Sunday, October 12, 2008

My Nigeria; My Texas

I just wrote an entire post based on an article I thought was written last week. I'm tired, blury eyed. It was not. It was written last year. The article is about gang violence in an "oil-drenched" city in Nigeria.

The thing is, I think what I had to say is not different. I've pasted the article at the end -- and isn't it awful when you predict something then realize you were looking at the past and predicted the truth...



Published: November 9, 2007

PORT HARCOURT, Nigeria — Rosemary Douglas has no connection to the oil business that pumps more than two million barrels of crude a day from beneath the swampy Niger Delta. But the violence surrounding it pierced her home in September anyway, when a bullet shattered her upper left arm as she napped with her 2-year-old daughter.

“I don’t know why this happened to me,” she said, grimacing in pain as she gave a bewildered account of the gunplay that has engulfed her neighborhood and much of this oil-drenched city. “I mind my own business.”

The violence that has rocked the Niger Delta in recent years has been aimed largely at foreign oil companies, their expatriate workers and the police officers and soldiers whose job it is to protect them. Hundreds of kidnappings, pipeline bombings and attacks on flow stations and army barracks have occurred in the past two years alone.

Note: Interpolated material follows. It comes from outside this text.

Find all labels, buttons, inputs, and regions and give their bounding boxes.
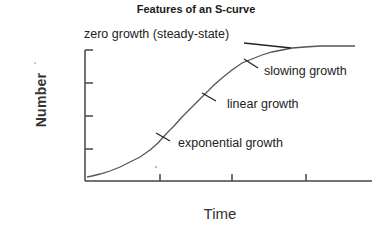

But these days the guns have turned inward, and open battles have erupted with terrifying frequency on the pothole-riddled streets of this ramshackle city. The origins of the violence are as murky and convoluted as the mangrove swamps that snake across the delta, one of the poorest places on earth. But they lie principally in the rivalry among gangs, known locally as cults, that have ties to political leaders who used them as private militias during state and federal elections in April, according to human rights advocates, former gang members and aid workers in the region.



It's an interesting article -- if you are so inclined... interesting too after reading earlier this week the news that MEND saved a number of hostages taken by thugs...

The thing is, that this is where the companies win. This is where the government begins to make cases of justification and warrant... as if it made invalid the claims, pleas, statements made by the forces that attacking the oil companies.

When people get down they get further down. There is no end to evidence for that.
I have a friend who just returned from a few weeks in service at the National Guard -- he was supposed to be guarding the house of the CEO of Exxon - he was supposed to report back with fancy furniture for me to write about.

But he went to guard the Exxon equipment instead -- in the middle of one of the worst communities in the US. The National Guard commander had to broker terms with the drug lord in order to keep peace while they were there -- it seems a lot of uniforms deter people from wanting to buy drugs...

He said that there, no body has to pay for their house -- but the women are prostitutes and the men are runners.

I didn't know there were places like that in the US.
I am beginning to learn about Nigeria.

It concerns me when there is no news.
And it concerns me when the news illustrates a point of view which will -- soon it seems to me (in my crystal ball...) -- be used to clamp down on the people who live there.

It concerns me that gas prices are way down. Because I am less motivated to find alternative.

I hate reading about Nigeria. I hate knowing that my way of life is such a cause of harm. Our way of life. Oil.